[Data for review Boundary: Start]

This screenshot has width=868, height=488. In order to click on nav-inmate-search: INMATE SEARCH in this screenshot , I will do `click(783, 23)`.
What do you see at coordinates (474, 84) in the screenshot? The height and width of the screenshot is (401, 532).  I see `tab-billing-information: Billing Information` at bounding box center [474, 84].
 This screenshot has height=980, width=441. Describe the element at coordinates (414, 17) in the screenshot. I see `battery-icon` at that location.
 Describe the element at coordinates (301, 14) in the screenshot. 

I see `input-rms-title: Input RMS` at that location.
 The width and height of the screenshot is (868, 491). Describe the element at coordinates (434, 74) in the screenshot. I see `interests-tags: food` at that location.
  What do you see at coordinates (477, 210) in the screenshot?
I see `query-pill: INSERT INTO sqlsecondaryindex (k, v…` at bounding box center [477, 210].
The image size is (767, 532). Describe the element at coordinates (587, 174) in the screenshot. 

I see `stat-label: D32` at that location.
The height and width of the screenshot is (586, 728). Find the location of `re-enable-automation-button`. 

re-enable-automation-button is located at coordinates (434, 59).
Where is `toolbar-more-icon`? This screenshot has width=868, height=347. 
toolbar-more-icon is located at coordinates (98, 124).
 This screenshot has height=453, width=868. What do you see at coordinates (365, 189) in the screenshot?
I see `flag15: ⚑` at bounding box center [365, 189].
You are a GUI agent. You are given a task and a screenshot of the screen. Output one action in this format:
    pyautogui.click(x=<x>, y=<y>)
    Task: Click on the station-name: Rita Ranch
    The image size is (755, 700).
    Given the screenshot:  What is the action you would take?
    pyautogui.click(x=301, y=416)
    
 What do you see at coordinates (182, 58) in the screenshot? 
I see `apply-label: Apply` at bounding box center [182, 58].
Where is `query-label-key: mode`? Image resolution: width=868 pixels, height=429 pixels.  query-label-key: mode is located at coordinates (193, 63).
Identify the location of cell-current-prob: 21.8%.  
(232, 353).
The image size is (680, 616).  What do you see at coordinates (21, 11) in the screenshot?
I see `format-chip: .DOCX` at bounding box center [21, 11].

[Data for review Boundary: End]

▶ [Description of the task]:
Write out every entry once more, precisely as it stands.

▶ [Solution to the problem]:
This screenshot has width=868, height=488. In order to click on nav-inmate-search: INMATE SEARCH in this screenshot , I will do `click(783, 23)`.
What do you see at coordinates (474, 84) in the screenshot? The height and width of the screenshot is (401, 532).  I see `tab-billing-information: Billing Information` at bounding box center [474, 84].
 This screenshot has height=980, width=441. Describe the element at coordinates (414, 17) in the screenshot. I see `battery-icon` at that location.
 Describe the element at coordinates (301, 14) in the screenshot. 

I see `input-rms-title: Input RMS` at that location.
 The width and height of the screenshot is (868, 491). Describe the element at coordinates (434, 74) in the screenshot. I see `interests-tags: food` at that location.
  What do you see at coordinates (477, 210) in the screenshot?
I see `query-pill: INSERT INTO sqlsecondaryindex (k, v…` at bounding box center [477, 210].
The image size is (767, 532). Describe the element at coordinates (587, 174) in the screenshot. 

I see `stat-label: D32` at that location.
The height and width of the screenshot is (586, 728). Find the location of `re-enable-automation-button`. 

re-enable-automation-button is located at coordinates (434, 59).
Where is `toolbar-more-icon`? This screenshot has width=868, height=347. 
toolbar-more-icon is located at coordinates (98, 124).
 This screenshot has height=453, width=868. What do you see at coordinates (365, 189) in the screenshot?
I see `flag15: ⚑` at bounding box center [365, 189].
You are a GUI agent. You are given a task and a screenshot of the screen. Output one action in this format:
    pyautogui.click(x=<x>, y=<y>)
    Task: Click on the station-name: Rita Ranch
    The image size is (755, 700).
    Given the screenshot:  What is the action you would take?
    pyautogui.click(x=301, y=416)
    
 What do you see at coordinates (182, 58) in the screenshot? 
I see `apply-label: Apply` at bounding box center [182, 58].
Where is `query-label-key: mode`? Image resolution: width=868 pixels, height=429 pixels.  query-label-key: mode is located at coordinates (193, 63).
Identify the location of cell-current-prob: 21.8%.  
(232, 353).
The image size is (680, 616).  What do you see at coordinates (21, 11) in the screenshot?
I see `format-chip: .DOCX` at bounding box center [21, 11].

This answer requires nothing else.